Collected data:
----

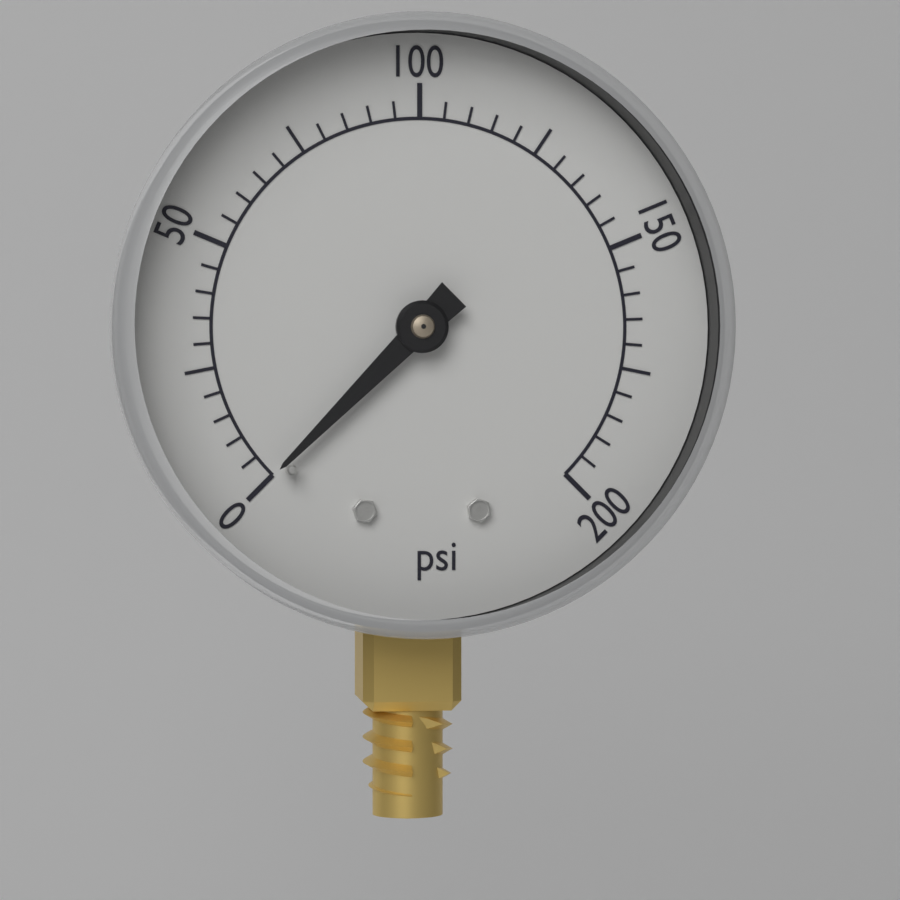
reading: 0 psi
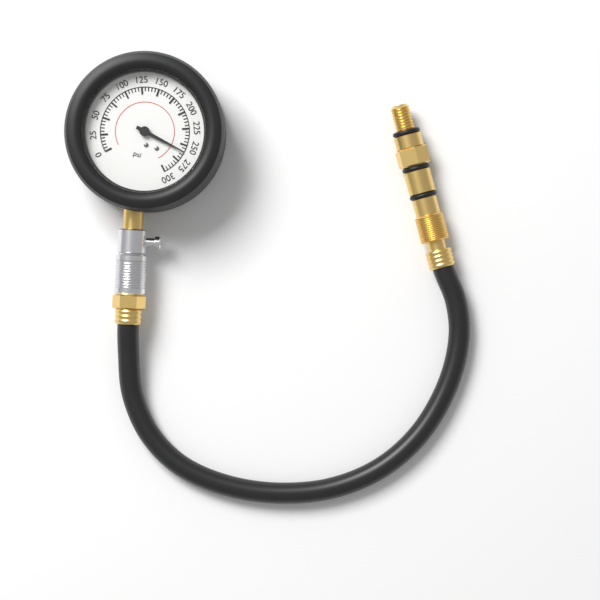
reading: 260 psi
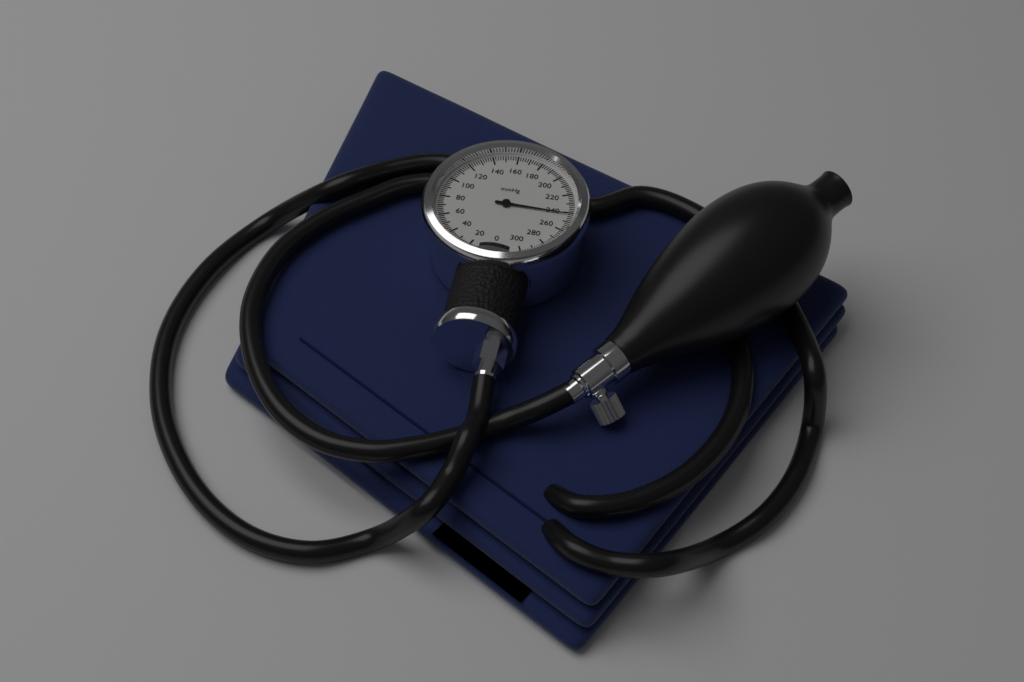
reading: 242 mmHg
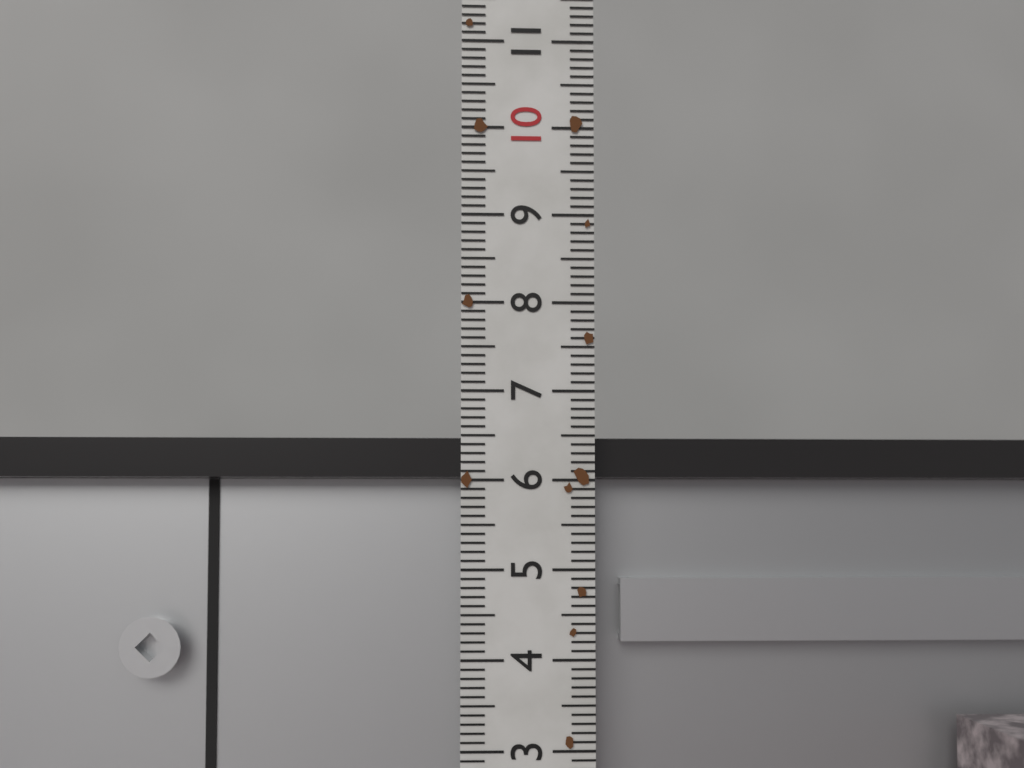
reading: 6.5 (no unit)
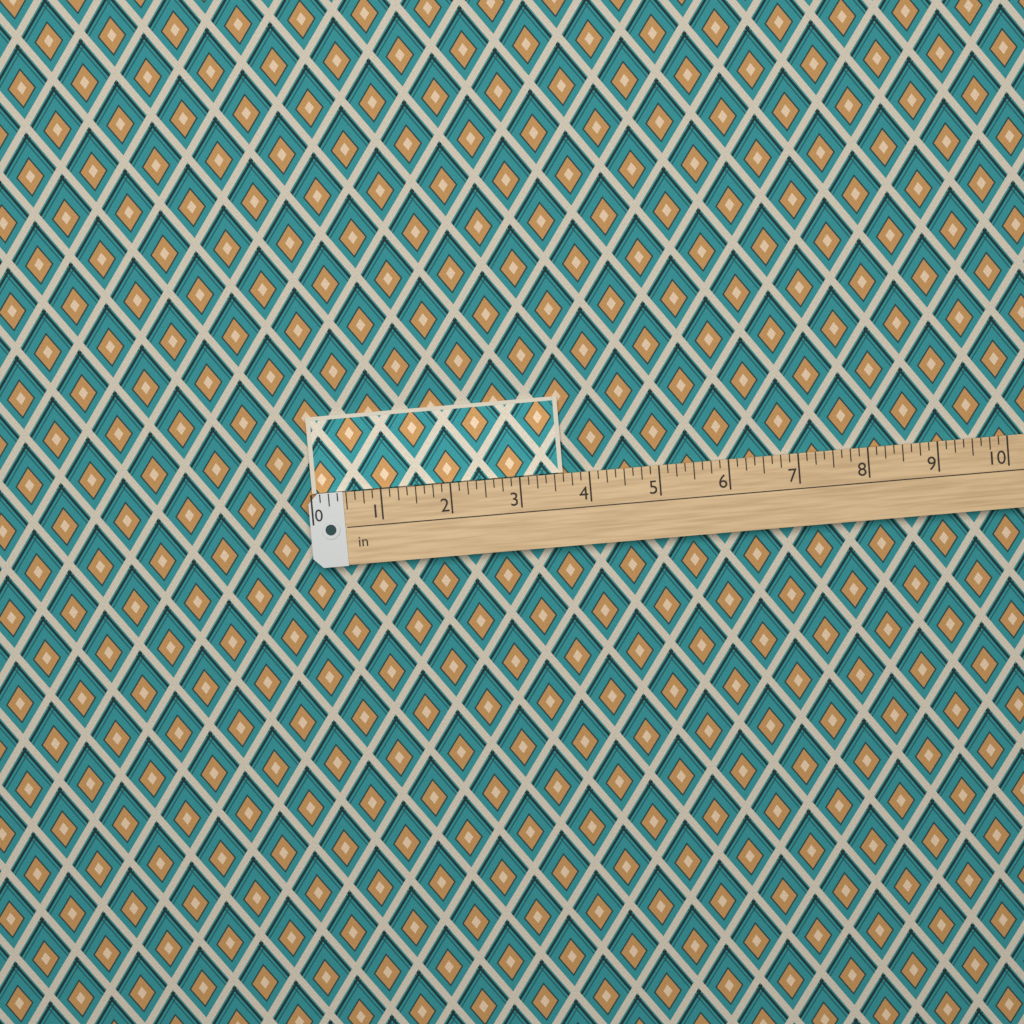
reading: 3.625 in
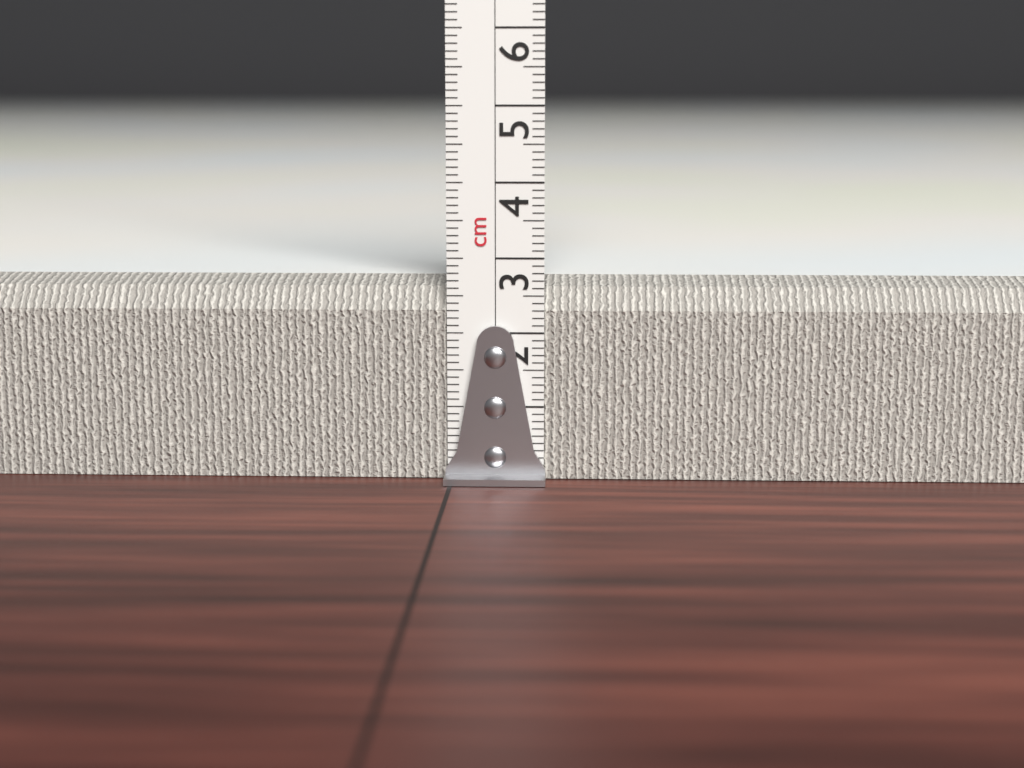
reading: 2.7 cm
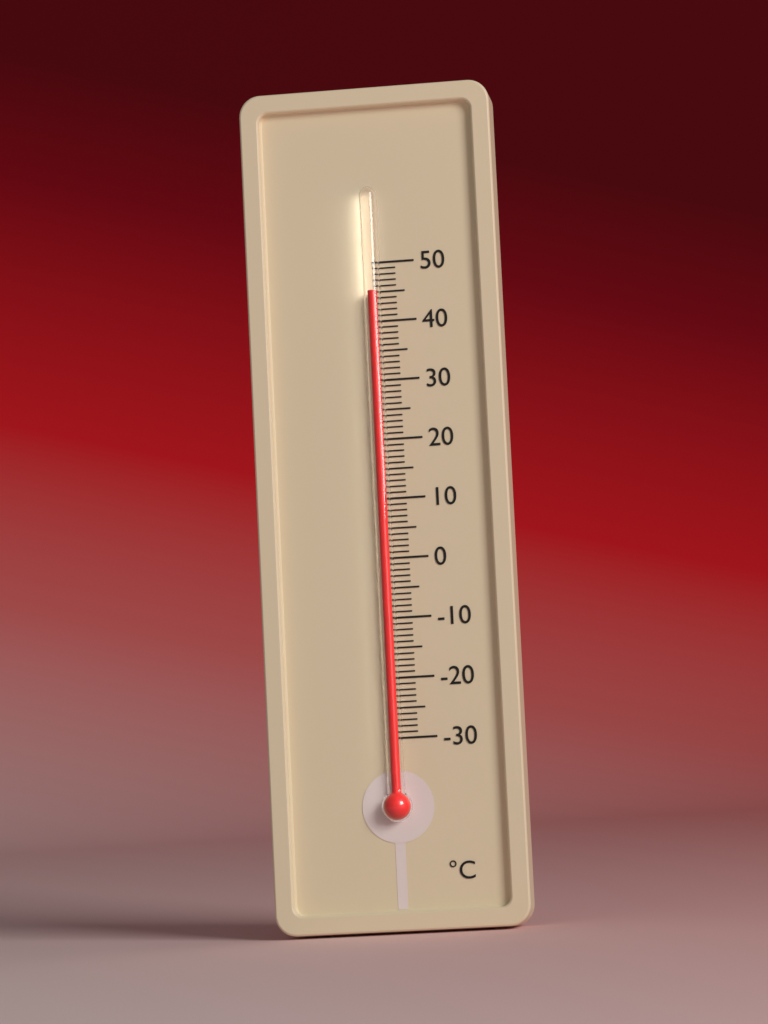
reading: 45 °C
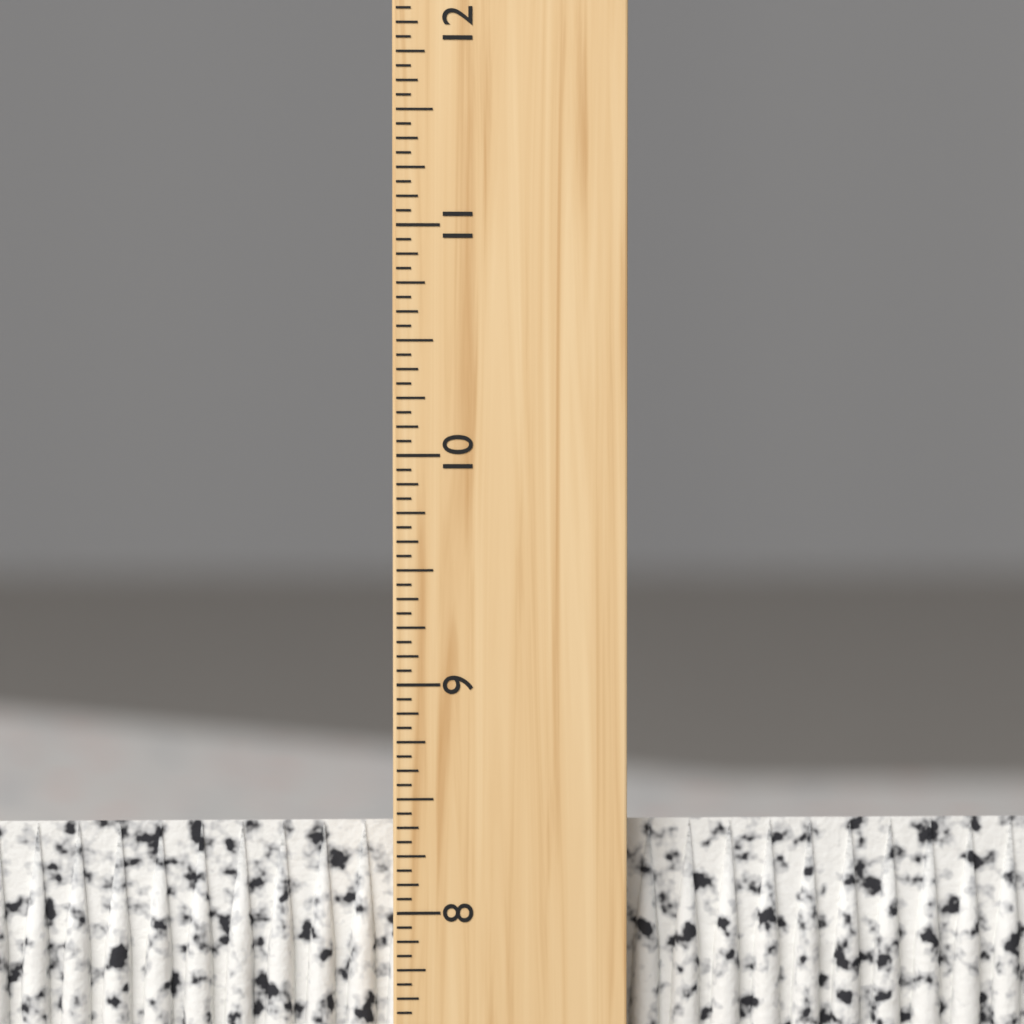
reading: 8.3750 inch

----

Work instruction:
Please give the entries above again exactly as written, leaving out any pictures.

Output of the task:
reading: 0 psi
reading: 260 psi
reading: 242 mmHg
reading: 6.5 (no unit)
reading: 3.625 in
reading: 2.7 cm
reading: 45 °C
reading: 8.3750 inch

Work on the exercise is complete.